Ophelia’s hands shook inside their gloves as they opened the file. It was noticeably thick. Inside, there were envelopes containing photographs, some enlarged. Ophelia featured in each one, in profile, from the front, and from the back.
The photographs taken in the dark closet.
Did they reveal what Ophelia hadn’t yet admitted to Thorn? Did they make clear that anomaly that would prevent her from being a mother, him from being a father? The thought of him finding out in that way, rather than directly from her, weighed on her.
Ophelia examined the photographs beside a nightlight. She was so surprised, she forgot all her previous thoughts.
A shadow.
Blurred due to the flashes, it spilt from her body like ill-defined smoke, varying from one picture to the next. It was more extensive around Ophelia’s hands. Even more peculiar: the shadow seemed slightly out of line with the edge of her body, as if they didn’t quite match. Could that be linked to her inversion?
“Those pictures were taken on the day you were admitted,” Thorn commented. “Now look at this one,” he said, indicating another photograph. “It was taken the following day.”
The shadow was still there, but the mismatch had increased. In the space of just one day, a real separation had occurred between Ophelia’s pale body and her dark aura. Was that down to all those dissymmetrical movements she had been asked to do? On each new photograph, day after day, the separation increased.
“I don’t know what they are doing to you,” said Thorn, “but it is changing you. A little more than that, even.”
His voice had become leaden. His tension was contained there, in these photographs.
He began a gesture to stop Ophelia, but she was already making straight for the cabinet. He had taken infinite care to extract the file without disturbing, by even a millimeter, those beside it. Ophelia was incapable of doing this. She emptied the shelves, one after the other, scattering half of the files on the way, under Thorn’s frozen gaze.
She absolutely had to see for herself how things were for the other subjects of the observatory.
Each photograph had a shadow, but it was thinner among the powerless (as specified in their files), and only separated from the body among the inverts on the alternative program.
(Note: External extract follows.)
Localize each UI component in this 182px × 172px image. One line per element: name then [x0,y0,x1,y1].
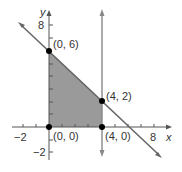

It differed from one individual to another—more extensive around the ears of this person, around the chest of that one, around the throat of another one. Why these differences? Why was Ophelia’s shadow concentrated around the hands?
“These shadows reflect our family powers,” she said, finally understanding. “That’s why my Animism and my claws are disordered. Because of the separation.”
“That’s not all,” said Thorn, who, file after file, shelf after shelf, was trying to restore order where she had created chaos. “The Deviations Observatory holds a whole arsenal of measuring instruments, more or less concealed, in order to count the echoes. Not only those perceptible to eye and ear, but also, and especially, those that elude our senses. I studied these statistics closely.”
Between tidying two files, Thorn handed Ophelia a piece of paper, traced with his compact, nervy handwriting. It featured mainly graphs, drawn with precision.
“First notable fact: the echoes have multiplied since the collapse of the northwestern district.”
Ophelia nodded. Yes, she had realized that.